Saturday, February 26, 2022

Blue Bloods: "Allegiance" (Panda Productions, CBS-TV, aired February 25, 2022)


by Mark Gabrish Conlan • Copyright © 2022 by Mark Gabrish Conlan • All rights reserved

After The Endgame I switched channels and watched a Blue Bloods episode called “Allegiance,” which in spite of being weighed down by the three-storyline plot structure is by far the most literate and intelligent police show on TV next to Dick Wolf’s Law and Order multi-series. The show’s central conceit that one Irish-American family, the Reagans, has made the New York Police Department essentially a family business (the current police commissioner is the son of the former police commissioner, and virtually his entire family, including his in-laws as well as his kids, are also on the force or otherwise involved in law enforcement as assistant district attorneys) gets a bit tiresome and hard to take, but overall this show is well-written and well-acted. Tom Selleck, the series star, is one of those actors who’s got better dramatically as his looks have faded; I never thought he was all that sexy (unlike my late partner John Gabrish, who had a huge poster of Tom Selleck as Magnum, P.I. on his door when I first tricked with him), but I was sorry that John G. died seven years before Selleck made a film, In & Out, in which he played a Gay man. The show dealt with various plot lines, including the on-air murder of a female talk-show host who looked on her way to becoming the next Oprah or Ellen; a police officer who is shot in his own apartment over his son’s involvement with drug gangs; and a plot line in which a cop who’s a part of the Reagan family overhears a conversation between a woman he’s tricking with and her employer, a corrupt attorney who’s using her to keep a witness from testfyinig against one of his Mobbed-up clients.

Eventually it turns out that the surprisingly unattractive husband of the glamorous talk-show host hired her personal assistant to kill her by spiking her coffee with something containing nuts, to which she was allergic (the cops also interview a former assistant who had written a tell-all book about her time with the host’s show, ahd who had tried to blackmail her into paying her a lot of money not to publish the book; they arrest her for blackmail but realize she had nothing to do with the murder). Police commissioner Frank Reagan (Tom Selleck) gives the veteran cop an ultimatum – either make his drug-addicted and gang-connected son move out or turn in his badge and gun. The police rescue the girlfriend of the cop just as she’s being kidnapped by the gang who want to keep her from testifying, and a running character who’s the wife of one of the Reagans on the force takes the police sergeant’s exam and aces it, but then decides he really doesn’t want to be a sergeant after all because he still wants to work cases “live” instead of being stuck behind a desk. Blue Bloods is a nicely written show – though the producers have tied themselves in knots by linking themselves into the three-storylines-per-episode format and I think the show would be better if each episode focused on one crime the way Dick Wolf and his producers and show runners have.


YOUR TASK
Copy each record below exactly, please, and leave its pictures out.

RECORDS
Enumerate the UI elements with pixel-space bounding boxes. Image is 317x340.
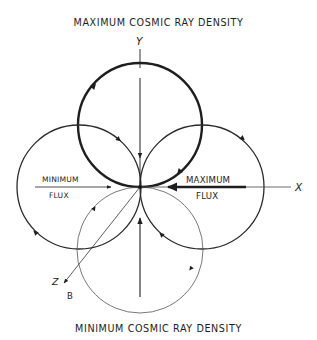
title-minimum-cosmic-ray-density: MINIMUM COSMIC RAY DENSITY (0, 324, 317, 334)
arrow-bottom-upper-left-icon (91, 205, 97, 211)
maximum-flux-label-line1: MAXIMUM (186, 176, 230, 185)
origin-point (138, 185, 142, 189)
arrow-bottom-lower-right-icon (187, 266, 193, 272)
title-maximum-cosmic-ray-density: MAXIMUM COSMIC RAY DENSITY (0, 18, 317, 28)
arrow-left-lower-icon (32, 229, 39, 236)
maximum-flux-label-line2: FLUX (196, 192, 218, 201)
z-axis-b-field-arrow (64, 187, 140, 283)
b-field-label: B (67, 292, 73, 301)
cosmic-ray-orbit-diagram: MAXIMUM COSMIC RAY DENSITY Y MINIMUM FLU… (0, 0, 317, 340)
z-axis-label: Z (52, 277, 59, 287)
diagram-canvas (0, 0, 317, 340)
minimum-flux-label-line2: FLUX (49, 192, 69, 200)
minimum-flux-label-line1: MINIMUM (42, 176, 79, 184)
x-axis-label: X (295, 182, 302, 193)
y-axis-label: Y (136, 36, 142, 47)
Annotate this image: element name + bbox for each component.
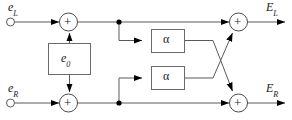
label-input-right-sub: R [13,90,18,99]
label-center-block-sub: 0 [66,60,70,69]
label-input-left-sub: L [13,9,18,18]
adder-symbol-top-left: + [64,15,71,28]
label-center-block: e0 [61,52,70,68]
label-output-right: ER [266,82,278,98]
input-terminal-right [7,99,15,107]
label-gain-top: α [163,33,169,45]
block-diagram-svg [0,0,292,120]
wire-tap-bottom [119,78,142,103]
label-output-left-sub: L [273,9,278,18]
adder-symbol-bottom-left: + [64,96,71,109]
label-input-left: eL [8,1,18,17]
adder-symbol-bottom-right: + [234,96,241,109]
junction-dot-top [116,19,121,24]
wire-tap-top [119,22,142,41]
label-output-right-sub: R [273,90,278,99]
label-output-left: EL [266,1,278,17]
adder-symbol-top-right: + [234,15,241,28]
label-gain-bottom: α [163,70,169,82]
wire-cross-top-to-bottom [184,41,233,92]
junction-dot-bottom [116,100,121,105]
diagram-canvas: eL eR EL ER e0 α α + + + + [0,0,292,120]
input-terminal-left [7,18,15,26]
label-input-right: eR [8,82,18,98]
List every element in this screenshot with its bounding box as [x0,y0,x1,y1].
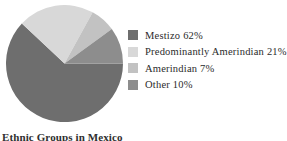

OUTPUT FOR THIS TASK
Enumerate the UI elements with pixel-space bounding boxes. Image is 317x340.
title-minimum-cosmic-ray-density: MINIMUM COSMIC RAY DENSITY (0, 324, 317, 334)
arrow-bottom-upper-left-icon (91, 205, 97, 211)
maximum-flux-label-line1: MAXIMUM (186, 176, 230, 185)
origin-point (138, 185, 142, 189)
arrow-bottom-lower-right-icon (187, 266, 193, 272)
title-maximum-cosmic-ray-density: MAXIMUM COSMIC RAY DENSITY (0, 18, 317, 28)
arrow-left-lower-icon (32, 229, 39, 236)
maximum-flux-label-line2: FLUX (196, 192, 218, 201)
z-axis-b-field-arrow (64, 187, 140, 283)
b-field-label: B (67, 292, 73, 301)
cosmic-ray-orbit-diagram: MAXIMUM COSMIC RAY DENSITY Y MINIMUM FLU… (0, 0, 317, 340)
z-axis-label: Z (52, 277, 59, 287)
diagram-canvas (0, 0, 317, 340)
minimum-flux-label-line2: FLUX (49, 192, 69, 200)
minimum-flux-label-line1: MINIMUM (42, 176, 79, 184)
x-axis-label: X (295, 182, 302, 193)
y-axis-label: Y (136, 36, 142, 47)
Annotate this image: element name + bbox for each component.
label-input-right-sub: R [13,90,18,99]
label-center-block-sub: 0 [66,60,70,69]
label-input-left-sub: L [13,9,18,18]
adder-symbol-top-left: + [64,15,71,28]
label-center-block: e0 [61,52,70,68]
label-output-right: ER [266,82,278,98]
input-terminal-right [7,99,15,107]
label-gain-top: α [163,33,169,45]
block-diagram-svg [0,0,292,120]
wire-tap-bottom [119,78,142,103]
label-output-left-sub: L [273,9,278,18]
adder-symbol-bottom-left: + [64,96,71,109]
label-input-left: eL [8,1,18,17]
adder-symbol-bottom-right: + [234,96,241,109]
junction-dot-top [116,19,121,24]
wire-tap-top [119,22,142,41]
label-output-right-sub: R [273,90,278,99]
label-output-left: EL [266,1,278,17]
adder-symbol-top-right: + [234,15,241,28]
label-gain-bottom: α [163,70,169,82]
wire-cross-top-to-bottom [184,41,233,92]
junction-dot-bottom [116,100,121,105]
diagram-canvas: eL eR EL ER e0 α α + + + + [0,0,292,120]
input-terminal-left [7,18,15,26]
label-input-right: eR [8,82,18,98]
List every element in this screenshot with its bounding box as [x0,y0,x1,y1].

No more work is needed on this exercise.